In support of #1, we could point to the vaccination statistics as split by ethnic origin, which show a rather striking picture.
If measles is - as you’d expect - spreading fast amongst under-vaccinated groups, the reasons behind that vaccine hesitancy might also delay approaching a GP or other medical professional, where a report of a notifiable disease could take place.
This of course would be very bad. If measles is spreading undetected, there’s not much that can be done to stop it (reminder R = 15 or so).
In support of #2, one could point to the last “jump” we saw in lab reported cases came a week or so before the jump in reports. Whatever mechanism is going on here (reporting mechanisms or timings etc), it seems that one might expect a larger jump in reports to come in not this week, but over the next few … when it can be dramatic.1
In support of #3, I have no support, expect the general rule that you should very much understand how a data sequence is generated (e.g., typical and variance in delays between collecting a sample and testing, how backlog numbers are dealt with, and so on.) UKHSA are warning on their NOIDS database of an issue with scarlet fever reporting, but not with measles. However, I only have a very little understanding of this, so there is indeed a chance that this jump to 140/week is an illusion, and in fact reflects not any underlying rise, but instead some reporting issues.

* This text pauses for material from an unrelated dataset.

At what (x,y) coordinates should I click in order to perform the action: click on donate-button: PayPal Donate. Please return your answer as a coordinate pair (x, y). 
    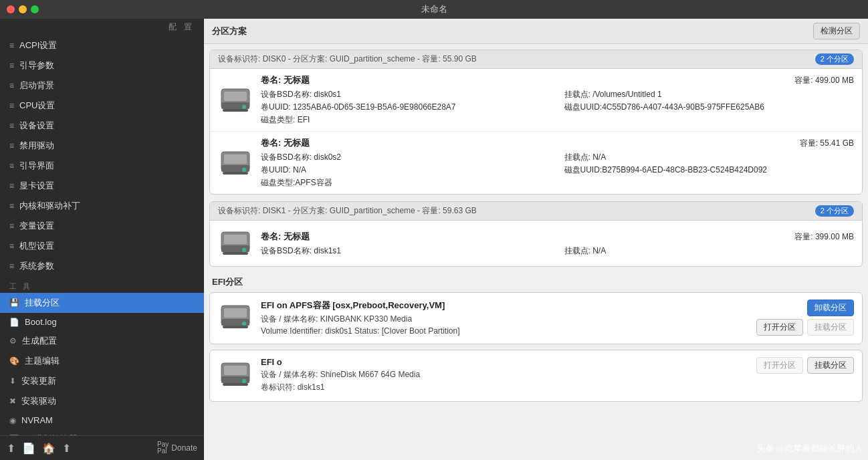
    Looking at the image, I should click on (177, 448).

I doubt it though. If it is, I’d really like UKHSA to spell it out.
As a result, my money would be on some combination of #1 and #2. But I am honestly not too concerned with what the statutory notification numbers do in their own right: only about a fifth or sixth of them really turn out to measles.
What we should care about is the lab-confirmed number and what it does next.
If it continues to rise, then we are experiencing simultaneously:
a) The inevitable consequences of our actions, and
b) Some bad luck.
The inevitable part comes from allowing MMR rates to sink the level they are at now, particularly in large cities and particularly in London.
These kind of rates mean a significant measles outbreak - one large enough to damage the health of many people (including measles’ nasty trick of wiping out immune memory, which is something to watch with COVID around everywhere, and a combination of vaccination and prior immunity keeping it in check). Also large enough for measles’ other charming trick, which is to kill kids. It has a age-fatality rate profile that goes the other way round to COVID’s: it’s much worse for young children
The bad luck part is that inevitable consequence is happening already. Rates have been declining for a while, but the last time we had pockets anything like this (after the Wakefield fraud in 1998), we had 14 years before the Swansea outbreak in 2021. Timings are difficult to match, but it looks as though we have barely had half that time.
Whether this breaks out to a larger scale or not, if you are in any doubt at all as to whether you or anyone in your family are up to date on your measles vaccine, it is very, very worth going to your GP for advice.
I’ll leave it with the footnotes on the UKHSA’s time series of cases and deaths from measles 1940-2020, where they go into depth on the twenty or so measles deaths recorded in the UK from 2000-2020.
Visually, it looks like these datasets could also be consistent with a 6 week delay between the two reads. I don’t think these are plausible dynamics. First, it would imply that for the first time, there were zero false reports of measles in December 2023, and they were all real. More fundamentally, a measles PCR test has a 3 day turnaround, and I can’t see how it could be acceptable to have such a long delay in logging a notifiable disease.